India s contribution to the global economy is likely to be similar to China s

Mondo Finance Updated on 2024-01-28

Recently, Barclays, a well-known foreign institution, published a report claiming that India's average economic growth rate from 2005 to 2010 was about 8%, and if India** set the goal of achieving such a growth rate in the future, then India's contribution to global economic growth may be close to China's.

Barclays Bank said that if India's future GDP growth rate is 61%, China's contribution to global GDP is estimated at around 26% over the five-year period to 2028, while India's contribution is estimated at 16%. If India's future GDP growth rate rises to 8%, it will bring India's contribution to global economic growth closer to China's.

In fact, India's GDP growth rate surpassed that of China only in 2022, and India's economic growth rate in 2022 was 67%, compared to China's growth rate of 3%. The main reasons include India's aggressive money printing and huge capital spending to stimulate economic growth. Coupled with the high base of China's GDP, in 2022, China's GDP size is more than five times that of India.

From 1990 to 2022, India is far inferior to China in terms of GDP growth rate and total GDP. Compared to 1990, GDP in dollar terms has grown by about 9 times in India, more than 3 times in the United States, and about 47 times in China.

In 1990, the GDP of China and India was basically at the same level, with the GDP of China and India being $360.9 billion and $321 billion, respectively, and by 2022, the GDP of China and India will grow to 1756 trillion dollars and 3.At $39 trillion, China is more than 5 times that of India.

Even in recent years, China's cumulative GDP growth has been significantly higher than India's. From 2017 to 2022, China's GDP has grown by 380%, India Lord 285%。In the past three years, the gap between India's GDP and China's has been widening. According to an article published in India's Deccan Herald on July 4, China's GDP has grown by 3 percent in the past three years$8 trillion. At the same time, India's GDP grew by only 0$54 trillion. The gap between India's GDP and China's is widening.

Although, India's GDP growth rate will be higher than China's in the next few years, according to the OECD and other institutions, India's GDP growth rate in the next few years may be 1 higher than China's5 2 percentage points between. However, since China's GDP is much larger than India's, the gap between China and India's GDP will continue to widen.

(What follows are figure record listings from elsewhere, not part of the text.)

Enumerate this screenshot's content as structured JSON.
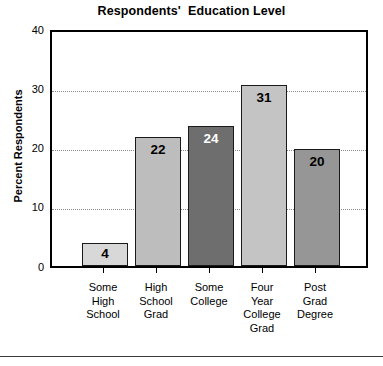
{
  "chart_data": {
    "type": "bar",
    "title": "Respondents'  Education Level",
    "xlabel": "",
    "ylabel": "Percent Respondents",
    "ylim": [
      0,
      40
    ],
    "yticks": [
      "0",
      "10",
      "20",
      "30",
      "40"
    ],
    "grid": "horizontal dotted gridlines at 10, 20, 30",
    "legend": "none",
    "categories": [
      "Some\nHigh\nSchool",
      "High\nSchool\nGrad",
      "Some\nCollege",
      "Four\nYear\nCollege\nGrad",
      "Post\nGrad\nDegree"
    ],
    "values": [
      4,
      22,
      24,
      31,
      20
    ],
    "data_labels": [
      "4",
      "22",
      "24",
      "31",
      "20"
    ],
    "bar_colors": [
      "#d8d8d8",
      "#bdbdbd",
      "#6e6e6e",
      "#c4c4c4",
      "#969696"
    ],
    "label_colors": [
      "#000000",
      "#000000",
      "#ffffff",
      "#000000",
      "#000000"
    ]
  },
  "axis": {
    "tick_40": "40",
    "tick_30": "30",
    "tick_20": "20",
    "tick_10": "10",
    "tick_0": "0"
  },
  "footer": {
    "clipped_caption": ""
  }
}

According to Sina Finance, HSBC Holdings economists said in the report that although India's economic growth in recent years has been impressive, India is unlikely to replace China as the main growth engine of the world economy in the short term. India, they said, had "too little growth momentum" and China "too big to be easily overshadowed in its importance to the world economy."

HSBC Holdings economists expect the gap between China's and India's GDP to continue to widen for the foreseeable future. According to the International Monetary Fund (IMF), by 2028, China's economy will be 17 percent larger than India's$5 trillion, a gap equivalent to the current size of the European Union's economy. And last year, the economic gap between the two was about $15 trillion.

HSBC also said that it will take 18 years for India's investment spending to catch up with China, even assuming zero growth in investment spending in China and three times the growth in investment spending in India compared to the average in recent years. In other words, in the next few years, the gap between the GDP of China and India will not narrow, but will widen.

Therefore, in terms of contribution to global economic growth, China will still be significantly ahead of India, according to the International Organization (IMF), in 2023 and 2028, the country that will contribute the most to global economic growth will be China, accounting for 226%, India and the United States 12 each9% and 113%, ranking second and third.

In addition, the key drivers of India's economic growth in recent years – the massive money printing and huge capital expenditures – are unlikely to be sustainable in the long term, and India is also facing a series of serious problems such as severe inflationary pressures. Since 1991, India's currency** has risen 93 times, and India has printed a lot of money, causing the Indian currency to depreciate sharply. Since 2012, the Indian rupee has depreciated by nearly 40 per cent, and the US dollar has increased from 47 per cent to the Indian rupee in 201283 rises to 8336。

At the same time, India's inflation has soared as a result, reaching 7% in 2023, exceeding the RBI's tolerance limit of 6%. In order to stabilize domestic prices, Modi has continuously tightened his grain export policy.

In the medium and long term. Due to the changes of the times, the regression of globalization, the rise of protectionism, the rise of a new generation of industrial revolution, and the consolidation of China's status as a global manufacturing power, India lacks the background of the times to become the world's factory, and it is difficult to become the world's factory and replicate China's economic miracle.

At the same time, the advent of the era of artificial intelligence will also deal a fatal blow to India's most critical pillar industry, the software outsourcing industry. These factors will become a bottleneck that India will be difficult to break through in the future.